A ‘medical home’ is the latest model of care to be championed by the AMA. At least one practice has already made it a reality.
Auditing clinic records, analysing data and sending out targeted messages to patients are all daily activities for Dr Kean-Seng Lim and his colleagues at the Mt Druitt Medical Centre in western Sydney.
The practice uses patient-centred medical home principles, a model of care which involves working in multidisciplinary primary care teams using patient data – the kind of data that is already routinely collected – to support preventative care work.
Monthly data meetings are held to determine areas of undertreatment. The focus of one meeting might be collating the practice data on every patient who has had a heart attack, and then looking at the proportion of those patients currently on statins.
“We would expect that 90% of all of our patients who had a heart attack would be on a statin, and if we discover that our metrics are dropping and only 85% are on a statin then that triggers a practice audit, where we talk about data driven improvement,” Dr Lim told The Medical Republic.
“The practice pharmacist will then go through and we’ll identify which patients are the ones who are undertreated and identify whether there is a valid reason for the undertreatment or not.”
If there is no valid reason for the patient not to be on a statin, there is a discussion with the patient or usual treating doctor as to what the correct action should be.
Right now, this extra work is funded by “goodwill and interest” – with expenses offset by private billings and grants – but that could all change for the better if the AMA gets its way.
Promoting the association’s new Modernising Medicare campaign this week, AMA vice president Dr Chris Moy specifically highlighted the Mt Druitt Medical Centre as already performing the types of activities it wants to see funded into the future.
“It’s a lot more advanced and a little bit more evolved in terms of the way we care,” Dr Moy said.
“They spread the workload while also providing more care for patients in a way which is much more convenient and accessible to them in the longer term, especially for people wanting to make use of new technology.”
Dr Lim’s practice adopted the medical home model in 2012, but he said the methods were really put to the test during the 2019 bushfires.
It had already rolled out a patient-provider mobile app which allowed for two-way secure messaging.
“Every day [of the fires], we would look at the smoke risk and a message will be sent out to all patients if it was a high smoke risk day,” Dr Lim said.
“[It would just say that] our advice is to stay indoors avoid unnecessary activity and if you’ve got COPD or asthma, do your symptom score and your peak flow.
“If you’ve got a saturation monitor at home, do that and put the values into your app.”
Later in the day, one of the pharmacists or a member of the nursing team could view the results, and a doctor could contact any patients whose results had started to deteriorate.
“Some of them had already had asthma action plans or COPD action plans, so the nurse could say to them ‘please take this extra dose of medication as per your usual action plan, and we will keep doing your measurements,’” Dr Lim said.
“Doing this, we were able to keep monitoring patients whether or not they were in the practice.”
Now, around half of the clinic staff work completely remotely, everyone from admin staff to medical assistants.
“Instead of doctors doing all the message-answering, for example, we’ve got layers of other practice team members who can provide that support instead,” Dr Lim said.
Surprisingly, given that the practice had already started to move into the telehealth space pre-pandemic, Dr Lim isn’t that impressed with the current Medicare-funded telehealth model.
“We actually don’t see telehealth as it is currently done as a huge advantage over what has traditionally been done because it’s still real-time one-on-one consultations, just done through phone or video instead of face-to-face,” he said.
True telehealth, according to the former AMA NSW president, will also include things like secure messaging from one to many – like the Mt Druitt clinic did in the bushfires – as well as many to one, which basically means functionality to allow multiple different clinicians at the practice to send messages to a patient.
Regardless of whether the patient-centred medical home ends up as the future of primary care, Dr Lim said that the writing was on the wall for fee for service.
“Bespoke models of care are not scalable, you’re always going to be limited by the number of doctors and the numbers of hours there are in a day,” he said.
“The way to scale it up and improve efficiency is to allow everyone in the integrated, multidisciplinary team to be working to the top of their capacity and coordinating that care in order to minimise the risk of duplications, gaps and fragmentations.”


• What you need to do
Once you reach the line with "You are a GUI", transcribe it and every line after it to the end of the records, exactly, but not the pictures.

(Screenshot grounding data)

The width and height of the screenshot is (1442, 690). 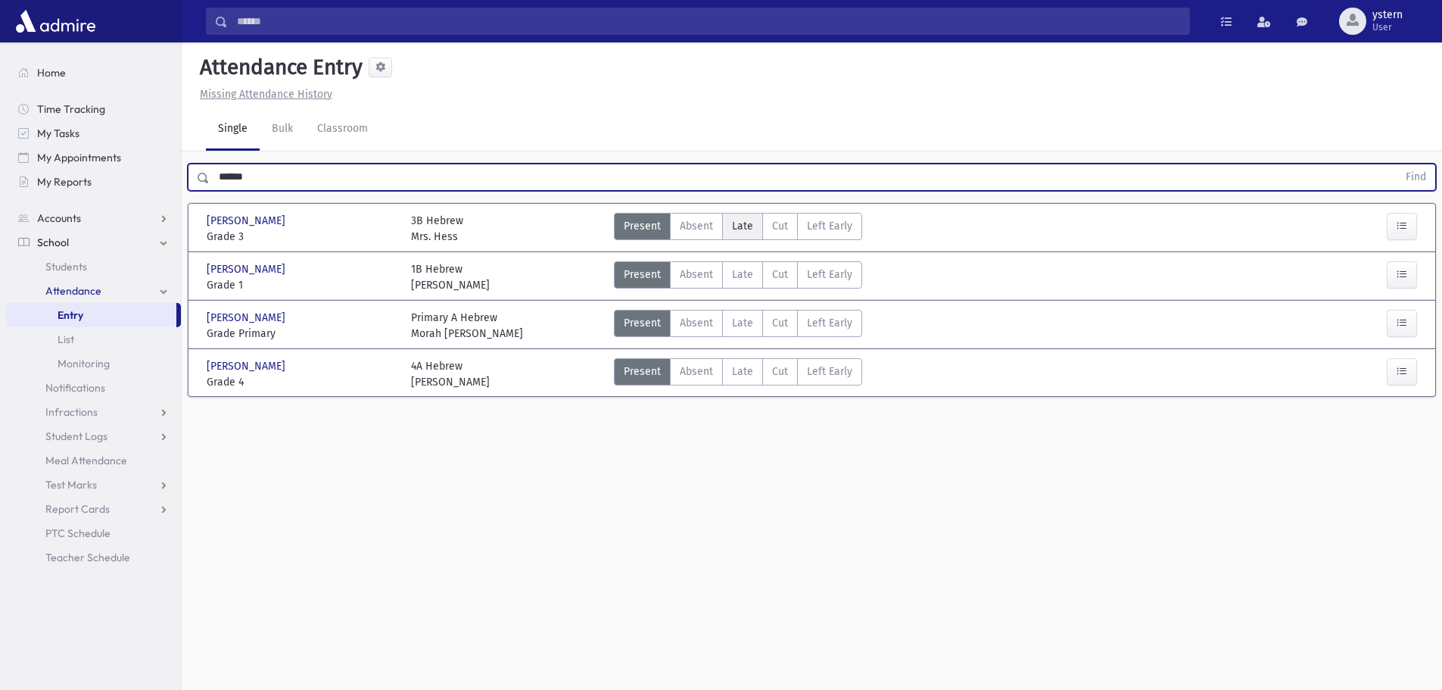 What do you see at coordinates (278, 67) in the screenshot?
I see `h5: Attendance Entry` at bounding box center [278, 67].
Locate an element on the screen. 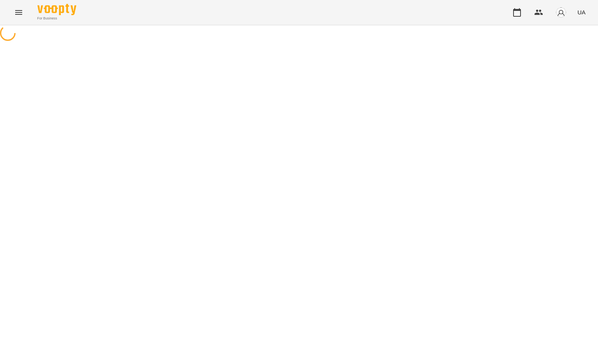 This screenshot has height=354, width=598. span: UA is located at coordinates (581, 12).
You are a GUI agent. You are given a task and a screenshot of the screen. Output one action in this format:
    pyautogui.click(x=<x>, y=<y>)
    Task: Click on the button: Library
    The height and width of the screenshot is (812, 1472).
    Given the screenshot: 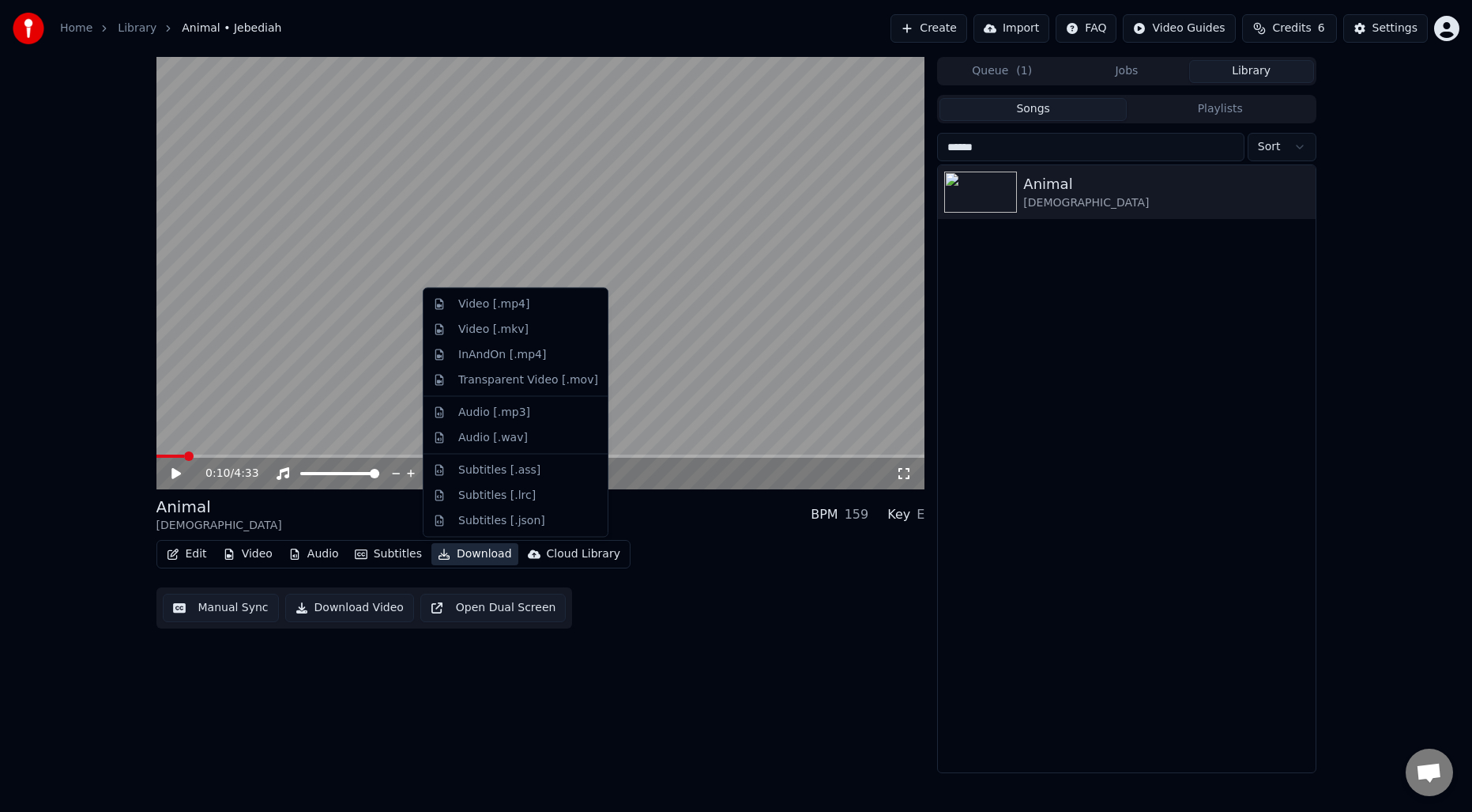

• Answer section
You are a GUI agent. You are given a task and a screenshot of the screen. Output one action in this format:
    pyautogui.click(x=<x>, y=<y>)
    Task: Click on the button: Library
    The height and width of the screenshot is (812, 1472).
    Given the screenshot: 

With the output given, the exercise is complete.